Open dandavison opened 1 week ago
gh-i
supports searching for issues among repositories owned by a specific owner, it does not limit by single repository itself.
However, you can do so by using gh-f instead with the -s
option
gh f -s
repository name:
search:
which prompts you to specify the single repository you want to search in and the string to search for. Likewise, if you want your own issues within a repository, you can use gh f -m
.
Did you have time to check the aforementioned solution using gh-f
instead?
Hey @gennaro-tedesco, thanks for the reply. I did look briefly at gh f
before opening this issue. My superficial reaction was that it felt like it would make sense for it to take the repo from the current directory automatically (like gh
does) and jump immediately into presenting a fuzzy search interface rather than the "fill out form" UX. But these were just superficial reactions based on cursory explorations so sorry and don't worry if they don't make sense!
My superficial reaction was that it felt like it would make sense for it to take the repo from the current directory automatically (like gh does)
The reason why (at the time I wrote this utility) I did not manage to restrict gh-i
to the current repository is because the go library for gh interface does not support repositories as return value, and hence I could not filter by those. In gh-f
, instead, I use directly the command line interface of gh which does indeed allow you to filter by repository and/or user. To summarise: the go client for gh
does not allow filtering for repo, whilst the CLI does, which is why gh-i
doesn't and gh-f
.
I admit I have not looked into whether this has changed, lately. Perhaps it has and therefore we can do the exact same here: I will have a look :)
Hi, sorry -- this is more of a question that a bug report: how do I search for issues in a specific repository?
When searching for issues, I'm usually only interested in a single repository. I think what I'd like is for
gh i
to behave likegh
, i.e. when issued within a repository directory, to by default limit the search to that repository.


EXERCISE BRIEF
Restate all data exactly. No images.

***

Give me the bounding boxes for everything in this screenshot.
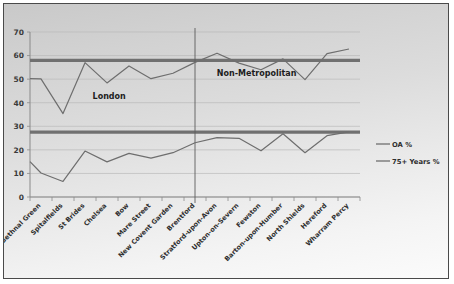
y-axis-label-40: 40 — [14, 99, 24, 108]
x-axis-label-chelsea: Chelsea — [82, 202, 108, 228]
y-axis-label-60: 60 — [14, 51, 24, 60]
x-axis-label-wharram-percy: Wharram Percy — [304, 201, 351, 248]
y-axis-label-30: 30 — [14, 122, 24, 131]
y-axis-label-70: 70 — [14, 28, 24, 37]
series-line-seventyfive-plus-percent — [30, 132, 349, 182]
x-axis-label-bow: Bow — [114, 202, 131, 219]
y-axis-label-20: 20 — [14, 146, 24, 155]
annotation-london: London — [93, 92, 127, 101]
annotation-non-metropolitan: Non-Metropolitan — [217, 69, 297, 78]
y-axis-label-10: 10 — [14, 169, 24, 178]
legend-label-oa-percent: OA % — [392, 141, 412, 149]
line-chart: 010203040506070Bethnal GreenSpitalfields… — [4, 4, 450, 280]
legend-label-seventyfive-plus-percent: 75+ Years % — [392, 158, 440, 166]
y-axis-label-50: 50 — [14, 75, 24, 84]
series-line-oa-percent — [30, 49, 349, 114]
chart-container: 010203040506070Bethnal GreenSpitalfields… — [3, 3, 449, 279]
y-axis-label-0: 0 — [19, 193, 24, 202]
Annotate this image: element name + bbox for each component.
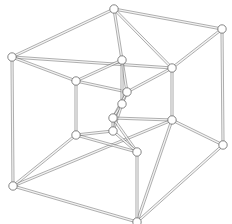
vertex-node-i6: inner-core-bottom — [109, 127, 117, 135]
vertex-node-o7: outer-bottom — [133, 218, 141, 224]
vertex-node-i5: inner-core-low — [109, 114, 117, 122]
vertex-node-o4: outer-bottom-left — [9, 182, 17, 190]
tesseract-wireframe-diagram: outer-topouter-top-rightouter-leftouter-… — [0, 0, 232, 224]
vertex-node-o5: outer-right-lower — [219, 141, 227, 149]
vertex-node-o3: outer-mid-right — [168, 64, 176, 72]
vertex-node-i7: inner-bottom-center — [133, 148, 141, 156]
figure-root: outer-topouter-top-rightouter-leftouter-… — [0, 0, 232, 224]
vertex-node-o6: outer-lower-right — [168, 116, 176, 124]
vertex-node-i2: inner-core-upper — [123, 88, 131, 96]
vertex-node-i3: inner-core-mid — [118, 100, 126, 108]
vertex-node-o1: outer-top-right — [218, 25, 226, 33]
vertex-node-o2: outer-left — [8, 53, 16, 61]
vertex-node-i1: inner-top-center — [118, 56, 126, 64]
vertex-node-o0: outer-top — [110, 5, 118, 13]
vertex-node-i4: inner-lower-left — [72, 131, 80, 139]
vertex-node-i0: inner-top-left — [72, 77, 80, 85]
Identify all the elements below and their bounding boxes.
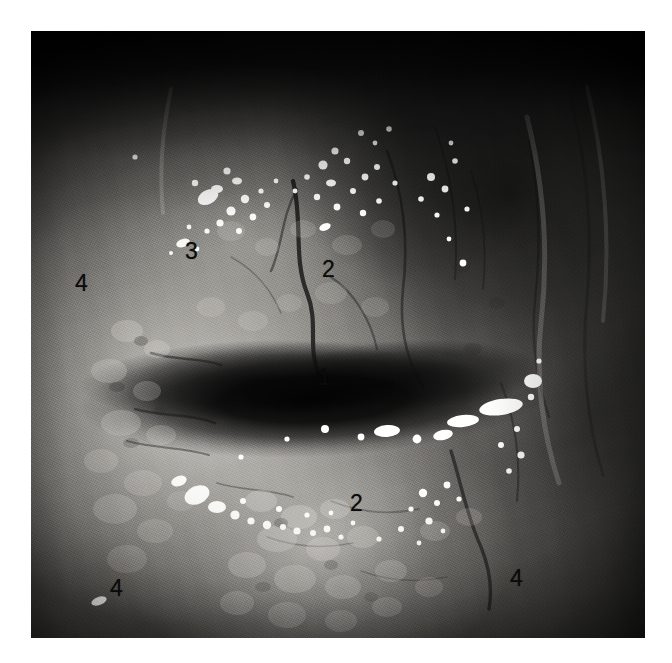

***

WRITTEN SOLUTION
Give me the bounding boxes for everything in this screenshot.
y-axis-label-40: 40 — [14, 99, 24, 108]
x-axis-label-chelsea: Chelsea — [82, 202, 108, 228]
y-axis-label-60: 60 — [14, 51, 24, 60]
x-axis-label-wharram-percy: Wharram Percy — [304, 201, 351, 248]
y-axis-label-30: 30 — [14, 122, 24, 131]
y-axis-label-70: 70 — [14, 28, 24, 37]
series-line-seventyfive-plus-percent — [30, 132, 349, 182]
x-axis-label-bow: Bow — [114, 202, 131, 219]
y-axis-label-20: 20 — [14, 146, 24, 155]
annotation-london: London — [93, 92, 127, 101]
annotation-non-metropolitan: Non-Metropolitan — [217, 69, 297, 78]
y-axis-label-10: 10 — [14, 169, 24, 178]
legend-label-oa-percent: OA % — [392, 141, 412, 149]
line-chart: 010203040506070Bethnal GreenSpitalfields… — [4, 4, 450, 280]
legend-label-seventyfive-plus-percent: 75+ Years % — [392, 158, 440, 166]
y-axis-label-50: 50 — [14, 75, 24, 84]
series-line-oa-percent — [30, 49, 349, 114]
chart-container: 010203040506070Bethnal GreenSpitalfields… — [3, 3, 449, 279]
y-axis-label-0: 0 — [19, 193, 24, 202]
Annotate this image: element name + bbox for each component.
vertex-node-i6: inner-core-bottom — [109, 127, 117, 135]
vertex-node-o7: outer-bottom — [133, 218, 141, 224]
vertex-node-i5: inner-core-low — [109, 114, 117, 122]
vertex-node-o4: outer-bottom-left — [9, 182, 17, 190]
tesseract-wireframe-diagram: outer-topouter-top-rightouter-leftouter-… — [0, 0, 232, 224]
vertex-node-o5: outer-right-lower — [219, 141, 227, 149]
vertex-node-o3: outer-mid-right — [168, 64, 176, 72]
vertex-node-i7: inner-bottom-center — [133, 148, 141, 156]
figure-root: outer-topouter-top-rightouter-leftouter-… — [0, 0, 232, 224]
vertex-node-o6: outer-lower-right — [168, 116, 176, 124]
vertex-node-i2: inner-core-upper — [123, 88, 131, 96]
vertex-node-i3: inner-core-mid — [118, 100, 126, 108]
vertex-node-o1: outer-top-right — [218, 25, 226, 33]
vertex-node-o2: outer-left — [8, 53, 16, 61]
vertex-node-i1: inner-top-center — [118, 56, 126, 64]
vertex-node-o0: outer-top — [110, 5, 118, 13]
vertex-node-i4: inner-lower-left — [72, 131, 80, 139]
vertex-node-i0: inner-top-left — [72, 77, 80, 85]
Identify all the elements below and their bounding boxes.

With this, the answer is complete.